Eudora Welty (1909-2001) was born in Jackson, Mississippi, and attended the Mississippi State College for Women, the University of Wisconsin, and Columbia University (where she studied advertising). She worked as a photographer during the Depression and published her first book, a collection of short stories, in 1941. In addition to short fiction, Welty wrote novels, novellas, essays, and reviews, and was the winner of both the National Book Award and the Pulitzer Prize. By the time of her death in 2001, Welty had established herself as one of the most important and beloved American writers of the twentieth century.


Customer Reviews

Buy This Book And A Large Highlighter5
You will run out of highlighter ink reading this one, because there are so many passages you will surely want to reread and savor later.

This grand matriarch of Southern Writer Tradition was first discovered, praised and published by luminaries such as Robert Penn Warren when he was coeditor of The Southern Review, Edward Weeks when he was editor of The Atlantic Monthly, and Mary Louise Aswell, when she was fiction editor of Harper's Bazaar.

This collection of stories is truly worthy to be called a classic. It is sometimes tedious reading, because the stories and characters are complex. After a number of false starts over a period of years, I finally resolved to give this scholarly work the focused time and attention it deserves, and feel richly rewarded for the effort.

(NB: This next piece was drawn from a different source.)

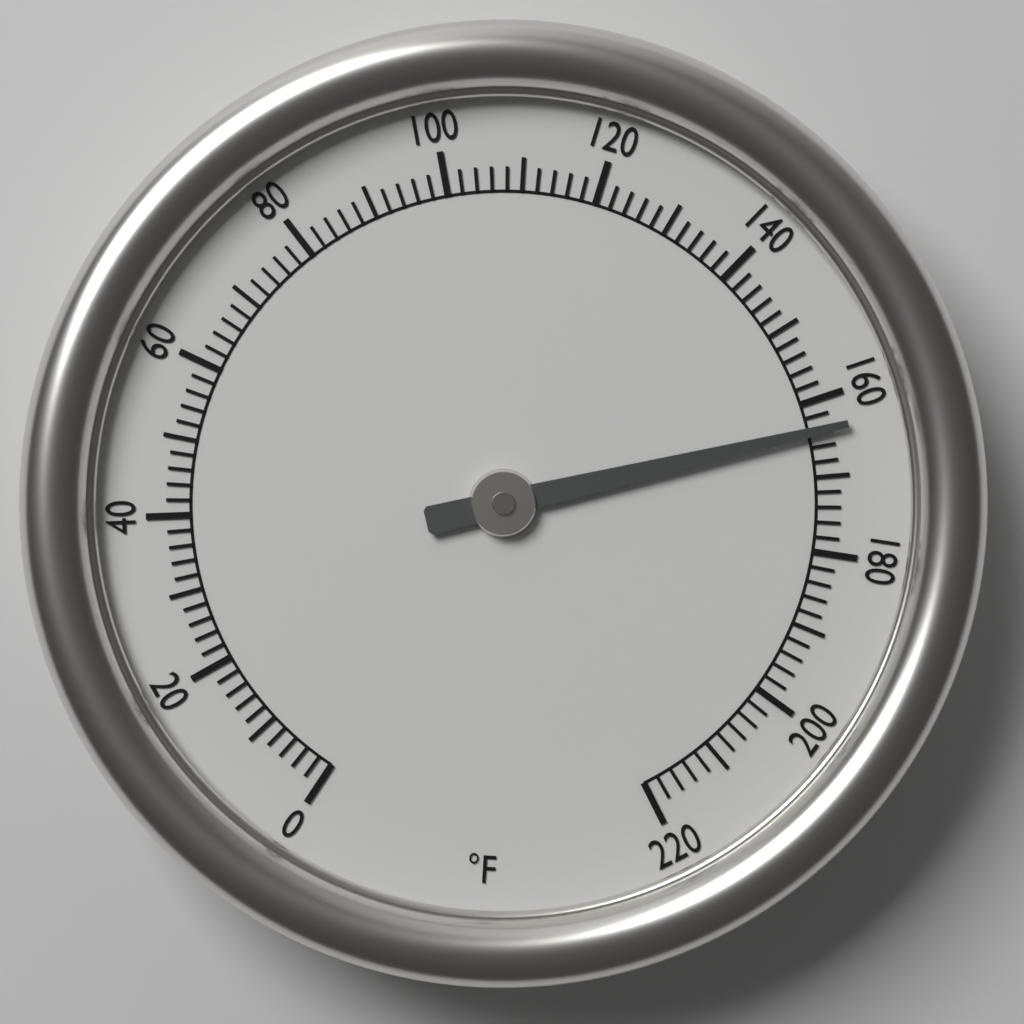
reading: 164 °F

Ms. Welty joins the ranks of great writers who prove to us that a great writer does not have to live the experience to effectively write about it. She leaps with ease between characters as diverse as Aaron Burr, a deaf black servant boy, a traveling salesmen, eccentric Southern matrons, and countless others. She portrays them in all of their complexities as if she had lived the experiences of each. Her descriptions of scenes and settings are equally as lucid and believable as if she had first hand knowledge of each. This rare and precious gift is best described in her own words, "I have been told, both in approval and accusation, that I seem to love all of my characters. What I do in writing of any character is to try to enter into the mind, heart, and skin of a human being who is not myself. Whether this happens to be a man or a woman, old or young, with skin black or white, the primary challenge lies in making the jump itself. It is the act of a writer's imagination that I set most high."

Pure Southern Gothic5
If Flannery O'Connor is the Empress of Southern gothic writing, than Welty is for sure the Queen. Her stories perplex, confuse, amaze and just plain make you happy that people can write like this.

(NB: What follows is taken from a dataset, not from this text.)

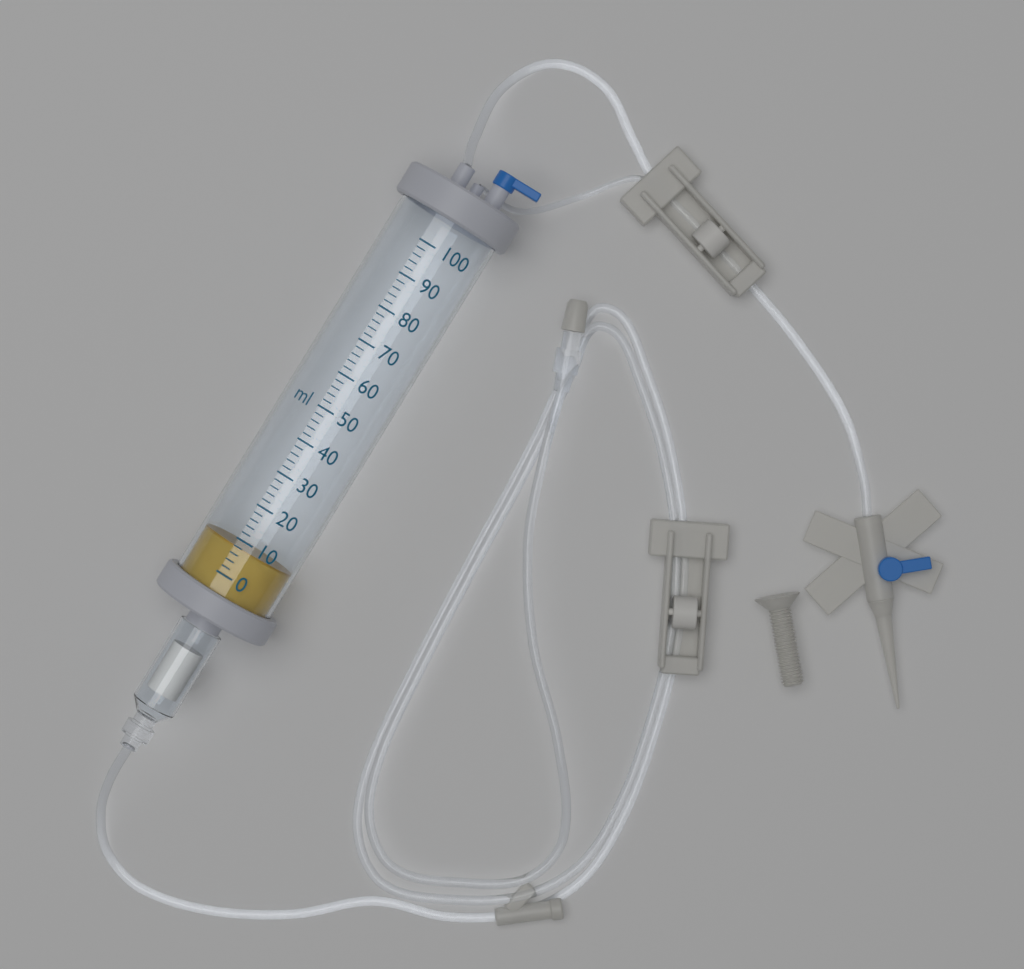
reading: 8 ml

Her short stories are a given on any English professor's syllabus, and with good reason. Not only are they well written and chock full of metaphors and symbolism, but they speak a multi-generational and multi-regional dialect all their own.

Personal fave: Why I Live at the P.O.

Master of the Short Story.5
For those who want to jump-start their introduction to southern literature, this is as fine a beginning point as you will find anywhere. The prose is so richly drawn that it feels like poetry, and the images in "A Curtain of Green" and "A Still Moment" will take your breath away. You have to slow down to savor every carefully crafted sentence. Very highly recommended.